When you require a specific, non-negotiable process—like a pre-launch security review or a code-quality checkpoint—you are forcing a transition from the "instinctive" to the "intentional." The text notes that even if the hands are clean, the act is required (6:6). This is the key: Process is not meant to fix a broken state; it is meant to maintain a high state. You do not wait for a security breach to implement a compliance policy. You perform the ritual to prevent the breach from ever becoming a possibility.
Insight 2: The Power of "The Giver" (Agency)
The text emphasizes that water used for washing must come from "the power of a giver"—it must be poured by human agency, not by an automated or passive flow (6:10). This is a profound insight for modern leadership. In an era of AI-driven workflows and automated project management, it is easy to delegate the "sanctification" of your work to a tool.
The Rambam warns that if water flows into a trough via an automated system, it lacks the intentionality required for the ritual. For a founder, this means that the most critical cultural and ethical guardrails of your company cannot be fully automated. Your culture—the "purity" of your team’s output—requires the direct, active agency of leadership. When you delegate the core values of your company to a Slack bot or a passive HR portal, you lose the "power of the giver." You must remain the one pouring the water, signaling to the organization that these standards matter because you are making them matter.
Insight 3: The Danger of "Sodomite Salt" (Hidden Externalities)
The Rambam explains that one must wash after eating because of the risk of "Sodomite salt"—a harmful substance that could blind the eyes if left on the hands (6:17). This is a metaphor for the toxic externalities of business. You may have finished your "meal" (a successful product launch or a record-breaking quarter), but the process of achieving that goal often leaves residue—burnout, technical debt, or ethical compromises.
If you do not perform the "after-meal" ritual of reflection and cleanup, you risk "blinding" the organization. You might be unable to see the long-term consequences of your short-term wins. The mandate to wash after the activity ensures that you are not carrying the dangerous residue of a high-pressure sprint into your next phase of development.
Policy Move: The "Ritualized Review"
Replace your generic "Post-Mortem" with a Mandatory Intentionality Checkpoint (MIC).
- The Policy: Every project exceeding a $50k spend or 2 weeks of engineering time must undergo an MIC.
- The Process: Unlike a standard review that focuses on "Did we hit the goal?", the MIC requires the team to answer three questions:
- What "Sodomite salt" (unintended cultural or technical debt) did we create to get this done?

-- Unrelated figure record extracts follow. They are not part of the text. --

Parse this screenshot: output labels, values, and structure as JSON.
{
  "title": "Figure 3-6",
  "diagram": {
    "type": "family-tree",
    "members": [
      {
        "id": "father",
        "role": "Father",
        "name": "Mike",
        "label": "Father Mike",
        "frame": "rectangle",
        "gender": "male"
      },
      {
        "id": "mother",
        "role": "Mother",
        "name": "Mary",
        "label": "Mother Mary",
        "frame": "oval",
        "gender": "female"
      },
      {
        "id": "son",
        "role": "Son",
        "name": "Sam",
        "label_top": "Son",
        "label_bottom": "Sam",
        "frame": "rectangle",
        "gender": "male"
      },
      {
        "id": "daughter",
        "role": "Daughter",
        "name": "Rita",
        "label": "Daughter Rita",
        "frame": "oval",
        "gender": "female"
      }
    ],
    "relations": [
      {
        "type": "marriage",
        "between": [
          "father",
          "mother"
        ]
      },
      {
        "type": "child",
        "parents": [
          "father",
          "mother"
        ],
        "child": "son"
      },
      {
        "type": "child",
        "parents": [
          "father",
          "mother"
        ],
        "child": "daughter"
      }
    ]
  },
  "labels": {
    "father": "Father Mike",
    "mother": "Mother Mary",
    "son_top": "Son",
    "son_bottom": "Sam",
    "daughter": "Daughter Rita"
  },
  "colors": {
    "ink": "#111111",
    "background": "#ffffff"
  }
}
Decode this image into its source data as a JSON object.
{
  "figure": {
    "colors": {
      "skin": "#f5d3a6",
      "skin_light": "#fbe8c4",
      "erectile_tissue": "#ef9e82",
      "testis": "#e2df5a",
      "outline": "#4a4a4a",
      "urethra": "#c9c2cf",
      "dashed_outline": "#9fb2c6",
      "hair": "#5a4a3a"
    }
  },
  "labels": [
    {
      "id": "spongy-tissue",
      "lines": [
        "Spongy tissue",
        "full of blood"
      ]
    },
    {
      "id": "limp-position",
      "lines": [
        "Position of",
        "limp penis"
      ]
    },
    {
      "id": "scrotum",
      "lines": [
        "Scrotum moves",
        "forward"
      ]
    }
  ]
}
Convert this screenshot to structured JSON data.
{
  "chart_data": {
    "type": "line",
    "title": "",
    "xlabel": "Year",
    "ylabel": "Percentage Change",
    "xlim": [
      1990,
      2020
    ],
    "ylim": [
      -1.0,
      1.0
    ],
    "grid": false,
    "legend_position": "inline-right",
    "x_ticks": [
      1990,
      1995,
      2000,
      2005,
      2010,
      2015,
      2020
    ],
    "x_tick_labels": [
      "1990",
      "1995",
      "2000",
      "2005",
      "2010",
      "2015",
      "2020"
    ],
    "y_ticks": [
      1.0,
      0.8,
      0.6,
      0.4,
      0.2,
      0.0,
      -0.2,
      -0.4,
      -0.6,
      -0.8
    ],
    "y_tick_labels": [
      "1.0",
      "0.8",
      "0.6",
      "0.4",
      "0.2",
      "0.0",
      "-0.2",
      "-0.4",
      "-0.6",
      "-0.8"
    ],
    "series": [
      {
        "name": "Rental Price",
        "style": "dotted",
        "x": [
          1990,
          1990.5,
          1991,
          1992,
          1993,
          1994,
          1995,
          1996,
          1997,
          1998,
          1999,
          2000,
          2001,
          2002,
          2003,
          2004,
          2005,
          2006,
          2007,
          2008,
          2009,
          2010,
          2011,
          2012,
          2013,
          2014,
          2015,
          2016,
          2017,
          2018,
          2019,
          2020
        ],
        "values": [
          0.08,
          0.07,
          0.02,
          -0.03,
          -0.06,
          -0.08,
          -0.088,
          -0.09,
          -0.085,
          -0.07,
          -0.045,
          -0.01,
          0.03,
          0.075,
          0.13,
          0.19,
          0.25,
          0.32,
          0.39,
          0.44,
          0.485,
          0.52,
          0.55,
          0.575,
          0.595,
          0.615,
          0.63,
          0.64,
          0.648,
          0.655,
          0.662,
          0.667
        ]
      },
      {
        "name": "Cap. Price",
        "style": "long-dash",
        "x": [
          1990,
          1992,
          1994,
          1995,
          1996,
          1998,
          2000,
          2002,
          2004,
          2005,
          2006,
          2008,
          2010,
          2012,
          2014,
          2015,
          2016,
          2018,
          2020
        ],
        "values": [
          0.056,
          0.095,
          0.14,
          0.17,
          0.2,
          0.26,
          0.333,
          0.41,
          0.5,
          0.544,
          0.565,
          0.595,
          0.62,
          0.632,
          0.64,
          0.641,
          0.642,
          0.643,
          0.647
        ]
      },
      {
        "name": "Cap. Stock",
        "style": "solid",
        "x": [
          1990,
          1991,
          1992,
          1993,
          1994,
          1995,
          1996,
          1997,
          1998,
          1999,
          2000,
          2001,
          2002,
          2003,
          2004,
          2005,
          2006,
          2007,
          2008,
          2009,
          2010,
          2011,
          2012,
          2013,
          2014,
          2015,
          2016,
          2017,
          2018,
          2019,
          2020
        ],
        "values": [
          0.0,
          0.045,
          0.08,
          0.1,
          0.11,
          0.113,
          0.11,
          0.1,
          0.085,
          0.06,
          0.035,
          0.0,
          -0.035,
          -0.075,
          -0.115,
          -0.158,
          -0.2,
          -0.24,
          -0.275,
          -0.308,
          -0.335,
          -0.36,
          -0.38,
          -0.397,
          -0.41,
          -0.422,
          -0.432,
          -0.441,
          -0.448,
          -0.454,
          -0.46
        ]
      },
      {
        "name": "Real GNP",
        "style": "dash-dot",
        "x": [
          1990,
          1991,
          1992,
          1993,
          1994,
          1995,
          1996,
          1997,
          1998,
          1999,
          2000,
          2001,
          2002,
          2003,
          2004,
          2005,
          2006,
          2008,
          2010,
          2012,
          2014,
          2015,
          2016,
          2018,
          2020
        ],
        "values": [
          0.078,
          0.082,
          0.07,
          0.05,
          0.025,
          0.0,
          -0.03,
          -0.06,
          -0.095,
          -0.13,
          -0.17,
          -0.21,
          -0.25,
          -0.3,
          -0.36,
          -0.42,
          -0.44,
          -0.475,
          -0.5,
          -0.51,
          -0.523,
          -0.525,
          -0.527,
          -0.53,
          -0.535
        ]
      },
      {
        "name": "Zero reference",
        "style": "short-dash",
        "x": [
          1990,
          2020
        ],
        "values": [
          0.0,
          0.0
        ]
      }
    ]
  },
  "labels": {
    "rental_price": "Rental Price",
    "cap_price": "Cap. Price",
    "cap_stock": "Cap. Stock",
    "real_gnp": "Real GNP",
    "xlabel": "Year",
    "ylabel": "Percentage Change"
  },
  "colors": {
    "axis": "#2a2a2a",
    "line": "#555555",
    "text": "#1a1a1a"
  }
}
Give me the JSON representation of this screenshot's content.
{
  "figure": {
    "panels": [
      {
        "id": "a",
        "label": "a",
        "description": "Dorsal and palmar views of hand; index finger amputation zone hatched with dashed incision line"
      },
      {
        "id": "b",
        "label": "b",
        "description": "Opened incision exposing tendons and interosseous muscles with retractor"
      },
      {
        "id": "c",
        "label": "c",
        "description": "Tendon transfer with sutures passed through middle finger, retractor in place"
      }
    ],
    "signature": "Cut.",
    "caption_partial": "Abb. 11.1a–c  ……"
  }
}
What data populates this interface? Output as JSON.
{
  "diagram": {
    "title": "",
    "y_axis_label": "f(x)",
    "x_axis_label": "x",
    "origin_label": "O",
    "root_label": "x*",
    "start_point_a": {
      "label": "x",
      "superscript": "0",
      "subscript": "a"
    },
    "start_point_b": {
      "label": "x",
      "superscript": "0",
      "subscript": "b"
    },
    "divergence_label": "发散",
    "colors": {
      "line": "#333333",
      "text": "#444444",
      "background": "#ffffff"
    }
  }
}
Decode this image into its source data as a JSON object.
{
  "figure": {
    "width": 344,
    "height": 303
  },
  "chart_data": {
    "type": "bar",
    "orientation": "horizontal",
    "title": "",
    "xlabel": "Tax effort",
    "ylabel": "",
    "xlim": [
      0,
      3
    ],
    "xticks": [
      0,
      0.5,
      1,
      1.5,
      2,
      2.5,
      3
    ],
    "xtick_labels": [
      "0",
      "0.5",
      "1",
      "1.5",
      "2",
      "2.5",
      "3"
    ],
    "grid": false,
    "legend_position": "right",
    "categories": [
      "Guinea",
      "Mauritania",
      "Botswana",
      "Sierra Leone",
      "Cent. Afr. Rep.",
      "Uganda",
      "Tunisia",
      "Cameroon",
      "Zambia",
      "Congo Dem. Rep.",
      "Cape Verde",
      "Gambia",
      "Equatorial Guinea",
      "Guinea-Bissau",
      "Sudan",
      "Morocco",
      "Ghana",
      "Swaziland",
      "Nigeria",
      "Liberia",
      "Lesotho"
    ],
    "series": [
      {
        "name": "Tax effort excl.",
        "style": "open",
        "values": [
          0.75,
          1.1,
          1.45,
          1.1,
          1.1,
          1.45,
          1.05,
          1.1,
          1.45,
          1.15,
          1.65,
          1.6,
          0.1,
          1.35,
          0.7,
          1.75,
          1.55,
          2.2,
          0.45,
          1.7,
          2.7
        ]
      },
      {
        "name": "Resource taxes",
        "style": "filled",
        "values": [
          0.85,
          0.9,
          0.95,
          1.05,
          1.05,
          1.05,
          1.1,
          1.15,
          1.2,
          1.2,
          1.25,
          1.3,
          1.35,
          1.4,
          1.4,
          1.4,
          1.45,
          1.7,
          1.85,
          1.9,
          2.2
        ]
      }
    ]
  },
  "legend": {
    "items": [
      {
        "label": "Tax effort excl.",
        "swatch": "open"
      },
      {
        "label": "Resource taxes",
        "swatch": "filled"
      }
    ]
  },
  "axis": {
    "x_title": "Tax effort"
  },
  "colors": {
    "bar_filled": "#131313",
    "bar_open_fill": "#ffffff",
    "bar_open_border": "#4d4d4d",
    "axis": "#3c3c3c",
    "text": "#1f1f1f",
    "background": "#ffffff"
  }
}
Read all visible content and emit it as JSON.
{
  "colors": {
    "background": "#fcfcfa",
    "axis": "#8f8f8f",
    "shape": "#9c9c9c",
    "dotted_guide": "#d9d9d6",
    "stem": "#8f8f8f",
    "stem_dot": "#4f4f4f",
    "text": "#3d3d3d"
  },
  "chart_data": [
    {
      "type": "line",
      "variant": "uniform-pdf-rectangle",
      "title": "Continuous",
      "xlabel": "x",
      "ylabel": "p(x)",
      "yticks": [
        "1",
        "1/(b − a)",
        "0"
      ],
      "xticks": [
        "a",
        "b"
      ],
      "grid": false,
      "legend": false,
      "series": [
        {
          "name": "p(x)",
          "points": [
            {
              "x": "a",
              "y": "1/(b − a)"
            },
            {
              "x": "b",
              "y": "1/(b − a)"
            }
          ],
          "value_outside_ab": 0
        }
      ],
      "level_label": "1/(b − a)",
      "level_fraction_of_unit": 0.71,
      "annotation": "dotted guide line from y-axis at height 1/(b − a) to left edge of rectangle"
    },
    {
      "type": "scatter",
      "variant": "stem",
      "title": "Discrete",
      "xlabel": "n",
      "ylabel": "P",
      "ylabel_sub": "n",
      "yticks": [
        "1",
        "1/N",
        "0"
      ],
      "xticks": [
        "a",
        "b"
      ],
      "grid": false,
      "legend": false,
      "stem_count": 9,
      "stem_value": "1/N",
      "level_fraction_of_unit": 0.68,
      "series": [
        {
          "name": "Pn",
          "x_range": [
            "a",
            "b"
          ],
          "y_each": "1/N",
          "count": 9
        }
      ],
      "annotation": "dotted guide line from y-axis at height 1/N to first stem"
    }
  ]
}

- Where did we cut corners on our "ritual" (internal standards) to save time?
- How will we "wash" this (remediate the debt) before the next project begins?
- The KPI: Track "Remediation Velocity"—the percentage of technical or cultural debt identified in an MIC that is cleared within the subsequent two-week sprint. If this KPI drops, the team is losing its "ritual" discipline.
Board-Level Question
"We are currently scaling at [X]% month-over-month. As we move faster, we have systematically removed 'friction' from our development process. Can we identify one specific, non-negotiable ritual or quality checkpoint we have abandoned in the last quarter that, while technically 'slow,' actually served as a critical cultural or technical guardrail for the company? Are we prepared to re-institute this, not because we must (due to failure), but because we choose (to maintain our standard of excellence)?"
Takeaway
True scale is not just speed; it is the ability to maintain high standards at high velocity. The Rambam teaches us that rituals are not obstacles to success—they are the very framework that makes success sustainable. By instituting "intentional friction," ensuring leadership agency in core processes, and cleaning up the "residue" of our achievements, we protect our companies from the blindness that inevitably comes from unexamined, unchecked growth. Don't just build; build Menschlich.